Consider A Flat Roof Garage
Constructing any kind of building is always a complicated affair – especially when you start thinking about how to get all the little details entirely right. Few things are more important for roofing than getting the details right – no matter what kind of roof you are building. With that in mind, why not make things easy for yourself?
There is a reason the flat roof garage is so popular: It is easy to build – well, relatively easy. If nothing else, at least the roof trusses are simpler when only a single slope is involved. Often, they will not be so tall as those used on a pitched roof, which makes handling and installing easier for beginner roofers – and anyone else for that matter.
Still, when it comes to the task of draining water away from the roof surface, a flat roof (well, nearly flat) does the job just as well, if you build it right.
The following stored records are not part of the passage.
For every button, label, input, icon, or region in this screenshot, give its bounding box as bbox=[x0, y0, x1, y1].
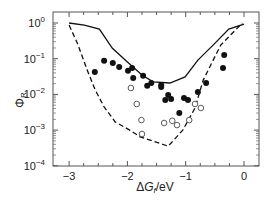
y-tick-label: 100 bbox=[28, 15, 45, 29]
x-tick-label: −1 bbox=[179, 170, 192, 182]
open-data-point bbox=[198, 105, 204, 111]
filled-data-point bbox=[101, 58, 107, 64]
plot-border bbox=[53, 12, 259, 166]
y-tick-label: 10−4 bbox=[24, 158, 46, 172]
filled-data-point bbox=[116, 64, 122, 70]
open-data-point bbox=[192, 101, 198, 107]
filled-data-point bbox=[162, 97, 168, 103]
filled-data-point bbox=[203, 80, 209, 86]
open-data-point bbox=[134, 101, 140, 107]
filled-data-point bbox=[129, 65, 135, 71]
open-data-point bbox=[139, 131, 145, 137]
series-layer bbox=[69, 23, 244, 146]
filled-data-point bbox=[176, 110, 182, 116]
filled-data-point bbox=[140, 73, 146, 79]
open-data-point bbox=[186, 117, 192, 123]
filled-data-point bbox=[168, 96, 174, 102]
x-axis-title: ΔGf/eV bbox=[136, 180, 174, 195]
open-data-point bbox=[174, 122, 180, 128]
filled-data-point bbox=[148, 80, 154, 86]
filled-data-point bbox=[130, 75, 136, 81]
open-data-point bbox=[170, 118, 176, 124]
open-data-point bbox=[128, 85, 134, 91]
x-tick-label: −3 bbox=[63, 170, 76, 182]
y-axis: 10010−110−210−310−4 bbox=[24, 15, 259, 172]
open-data-point bbox=[139, 117, 145, 123]
y-tick-label: 10−1 bbox=[24, 51, 46, 65]
filled-data-point bbox=[110, 60, 116, 66]
x-tick-label: 0 bbox=[241, 170, 247, 182]
x-tick-label: −2 bbox=[121, 170, 134, 182]
plot-frame bbox=[53, 12, 259, 166]
filled-data-point bbox=[92, 69, 98, 75]
filled-data-point bbox=[158, 84, 164, 90]
filled-data-point bbox=[221, 52, 227, 58]
filled-data-point bbox=[220, 65, 226, 71]
chart: −3−2−10 10010−110−210−310−4 ΔGf/eV ΦR bbox=[0, 0, 275, 207]
filled-data-point bbox=[195, 89, 201, 95]
y-tick-label: 10−3 bbox=[24, 122, 46, 136]
open-data-point bbox=[161, 120, 167, 126]
x-axis: −3−2−10 bbox=[63, 12, 247, 182]
filled-data-point bbox=[185, 97, 191, 103]
y-axis-title: ΦR bbox=[13, 92, 28, 108]
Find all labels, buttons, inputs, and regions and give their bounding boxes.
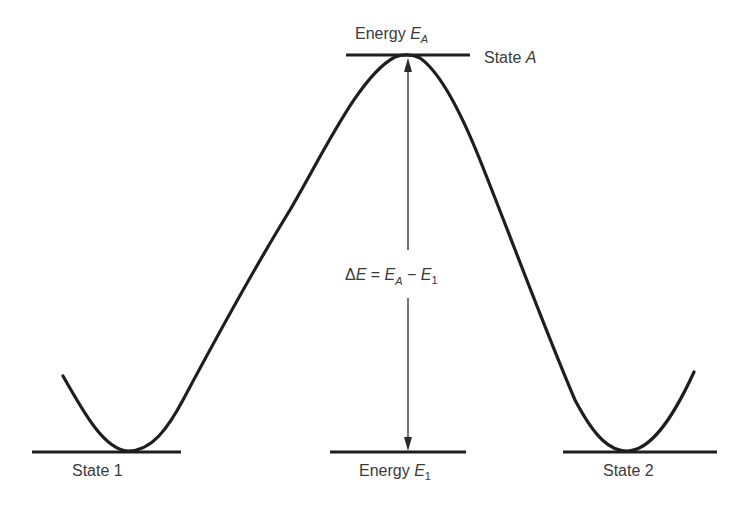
delta-e-arrow [404, 58, 412, 451]
state-a-label: State A [484, 49, 536, 66]
state-2-label: State 2 [603, 462, 654, 479]
arrow-up-head-icon [404, 58, 412, 72]
state-1-label: State 1 [72, 462, 123, 479]
energy-barrier-diagram: Energy EA State A ΔE = EA − E1 State 1 E… [0, 0, 742, 507]
delta-e-equation: ΔE = EA − E1 [345, 266, 438, 287]
arrow-down-head-icon [404, 437, 412, 451]
energy-ea-label: Energy EA [355, 25, 428, 45]
energy-curve [63, 55, 694, 451]
energy-e1-label: Energy E1 [359, 462, 431, 482]
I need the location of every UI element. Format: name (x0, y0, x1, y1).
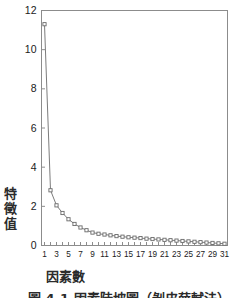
x-tick-label: 13 (112, 250, 122, 259)
data-point-marker (115, 235, 118, 238)
x-tick-label: 31 (220, 250, 230, 259)
plot-frame (42, 11, 228, 246)
chart-canvas: 024681012 135791113151719212325272931 (0, 0, 237, 298)
y-tick-label: 2 (31, 200, 37, 212)
y-axis-title: 特 徵 值 (2, 186, 19, 231)
x-axis-ticks: 135791113151719212325272931 (42, 242, 229, 259)
data-point-marker (205, 241, 208, 244)
scree-plot-figure: 024681012 135791113151719212325272931 特 … (0, 0, 237, 298)
y-tick-label: 10 (25, 43, 37, 55)
data-point-marker (169, 239, 172, 242)
x-tick-label: 5 (66, 250, 71, 259)
data-point-marker (61, 211, 64, 214)
data-point-marker (211, 241, 214, 244)
figure-caption: 圖 4-1 因素陡坡圖（剝皮薛軾法） (28, 288, 237, 298)
x-tick-label: 23 (172, 250, 182, 259)
x-tick-label: 3 (54, 250, 59, 259)
x-tick-label: 1 (42, 250, 47, 259)
scree-plot-svg: 024681012 135791113151719212325272931 (0, 0, 237, 298)
y-axis-title-char-3: 值 (4, 216, 17, 231)
x-tick-label: 25 (184, 250, 194, 259)
data-point-marker (91, 231, 94, 234)
y-tick-label: 6 (31, 122, 37, 134)
x-tick-label: 27 (196, 250, 206, 259)
data-point-marker (49, 189, 52, 192)
data-point-marker (175, 239, 178, 242)
x-tick-label: 7 (78, 250, 83, 259)
y-tick-label: 8 (31, 82, 37, 94)
x-tick-label: 21 (160, 250, 170, 259)
data-point-marker (139, 236, 142, 239)
data-point-marker (151, 237, 154, 240)
data-point-marker (67, 218, 70, 221)
data-series-line (45, 24, 225, 244)
data-point-marker (181, 239, 184, 242)
x-tick-label: 29 (208, 250, 218, 259)
data-point-marker (109, 234, 112, 237)
x-tick-label: 11 (100, 250, 109, 259)
data-point-marker (55, 204, 58, 207)
data-point-marker (43, 23, 46, 26)
data-point-marker (79, 226, 82, 229)
data-point-marker (187, 240, 190, 243)
data-series-markers (43, 23, 226, 246)
x-tick-label: 9 (90, 250, 95, 259)
data-point-marker (85, 229, 88, 232)
data-point-marker (157, 238, 160, 241)
y-tick-label: 12 (25, 4, 37, 16)
data-point-marker (217, 242, 220, 245)
x-axis-title: 因素數 (46, 266, 85, 285)
x-tick-label: 17 (136, 250, 146, 259)
y-axis-title-char-1: 特 (4, 186, 17, 201)
x-tick-label: 15 (124, 250, 134, 259)
data-point-marker (127, 236, 130, 239)
y-axis-title-char-2: 徵 (4, 201, 17, 216)
data-point-marker (73, 222, 76, 225)
y-tick-label: 4 (31, 161, 37, 173)
data-point-marker (103, 233, 106, 236)
x-tick-label: 19 (148, 250, 158, 259)
data-point-marker (121, 235, 124, 238)
data-point-marker (97, 232, 100, 235)
data-point-marker (145, 237, 148, 240)
y-tick-label: 0 (31, 239, 37, 251)
data-point-marker (193, 240, 196, 243)
data-point-marker (199, 241, 202, 244)
data-point-marker (223, 242, 226, 245)
data-point-marker (133, 236, 136, 239)
data-point-marker (163, 238, 166, 241)
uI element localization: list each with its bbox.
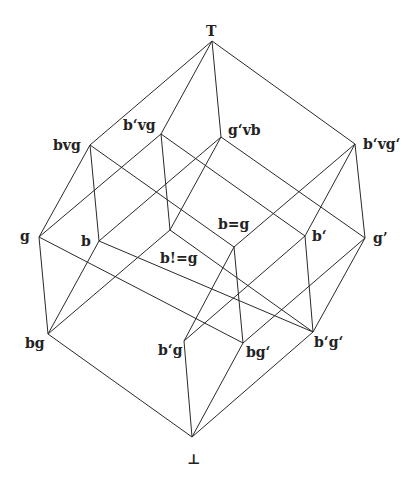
node-label: bg‘ xyxy=(246,344,271,360)
edge-top-g'vb xyxy=(212,41,221,137)
edge-g'vb-bneqg xyxy=(170,137,221,230)
edge-b'vg'-b' xyxy=(305,144,355,236)
node-label: T xyxy=(206,23,217,39)
edge-bvg-beqg xyxy=(90,145,234,247)
edge-top-b'vg xyxy=(161,41,212,134)
node-label: b=g xyxy=(218,216,250,232)
node-label: bvg xyxy=(53,137,81,153)
node-label: g xyxy=(20,228,30,244)
node-label: g’ xyxy=(373,230,388,246)
edge-bg'-bottom xyxy=(192,343,243,437)
edge-g-bg' xyxy=(39,237,243,343)
edge-bvg-g xyxy=(39,145,90,237)
edge-g'-bg' xyxy=(243,238,365,343)
edge-beqg-bg' xyxy=(234,247,243,343)
node-label: bg xyxy=(25,335,45,351)
node-label: b‘g‘ xyxy=(314,334,343,350)
lattice-labels: Tbvgb‘vgg‘vbb‘vg‘gbb!=gb=gb‘g’bgb‘gbg‘b‘… xyxy=(20,23,401,467)
node-label: g‘vb xyxy=(228,122,261,138)
edge-b'vg'-g' xyxy=(355,144,365,238)
edge-b'g-bottom xyxy=(184,341,192,437)
node-label: b‘ xyxy=(312,228,327,244)
node-label: b‘vg xyxy=(123,117,156,133)
node-label: ⊥ xyxy=(187,451,200,467)
node-label: b‘g xyxy=(158,342,183,358)
node-label: b‘vg‘ xyxy=(363,136,401,152)
edge-g'-b'g' xyxy=(313,238,365,332)
edge-b'-b'g xyxy=(184,236,305,341)
edge-g-bg xyxy=(39,237,48,334)
node-label: b!=g xyxy=(160,250,198,266)
node-label: b xyxy=(81,233,91,249)
lattice-diagram: Tbvgb‘vgg‘vbb‘vg‘gbb!=gb=gb‘g’bgb‘gbg‘b‘… xyxy=(0,0,419,484)
edge-b-b'g' xyxy=(99,241,313,332)
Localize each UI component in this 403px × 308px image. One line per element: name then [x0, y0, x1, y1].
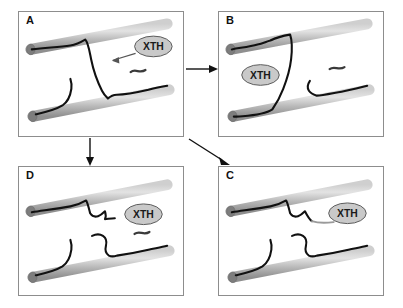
panel-d: XTH D — [18, 166, 184, 296]
xth-enzyme-oval: XTH — [329, 203, 367, 224]
xth-label-b: XTH — [250, 70, 271, 81]
microfibril-upper — [227, 24, 367, 55]
microfibril-lower — [29, 251, 169, 283]
panel-b-illustration: XTH — [219, 12, 383, 136]
xth-enzyme-oval: XTH — [135, 36, 173, 57]
xyloglucan-oligosaccharide — [330, 67, 345, 69]
xyloglucan-cut-end — [312, 221, 334, 223]
arrow-a-to-c — [186, 136, 236, 170]
panel-d-illustration: XTH — [19, 167, 183, 295]
panel-letter-d: D — [26, 170, 34, 181]
panel-letter-c: C — [226, 170, 234, 181]
panel-b: XTH B — [218, 11, 384, 137]
panel-c: XTH C — [218, 166, 384, 296]
panel-c-illustration: XTH — [219, 167, 383, 295]
microfibril-lower — [229, 251, 369, 283]
xyloglucan-oligosaccharide — [131, 70, 146, 72]
xth-label-c: XTH — [337, 208, 358, 219]
panel-a-illustration: XTH — [19, 12, 183, 136]
microfibril-lower — [229, 90, 369, 122]
xth-label-a: XTH — [143, 41, 164, 52]
xth-label-d: XTH — [133, 209, 154, 220]
figure-root: XTH A — [0, 0, 403, 308]
arrow-a-to-d — [78, 136, 102, 168]
microfibril-lower — [29, 90, 169, 122]
xth-enzyme-oval: XTH — [242, 65, 280, 86]
xth-pointer-arrow — [112, 53, 136, 63]
xth-enzyme-oval: XTH — [125, 204, 163, 225]
arrow-a-to-b — [184, 58, 220, 80]
panel-a: XTH A — [18, 11, 184, 137]
panel-letter-b: B — [226, 15, 234, 26]
panel-letter-a: A — [26, 15, 34, 26]
xyloglucan-oligosaccharide — [135, 232, 150, 234]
Since gravity is of less help, when there is less of a slope, it becomes all the more important to make the surface as impenetratable to water as possible. This is why materials like roofing felt is often used in this application – it is simply welded together to act as a single membrane. Even roofing sheets will have openings where they overlap, which is why they need a slightly steeper angle to work, than felt does.
The roof cladding must also lead the water properly into the rain gutters, which themselves must be completely free of debris and dirt, if the water is not to flow back on the roof surface during heavy rainfall. You have to give gravity the best possible working conditions here. If you want to know more about the finer details of flat garage roofs, visit garageroofing.com for more good roofing information.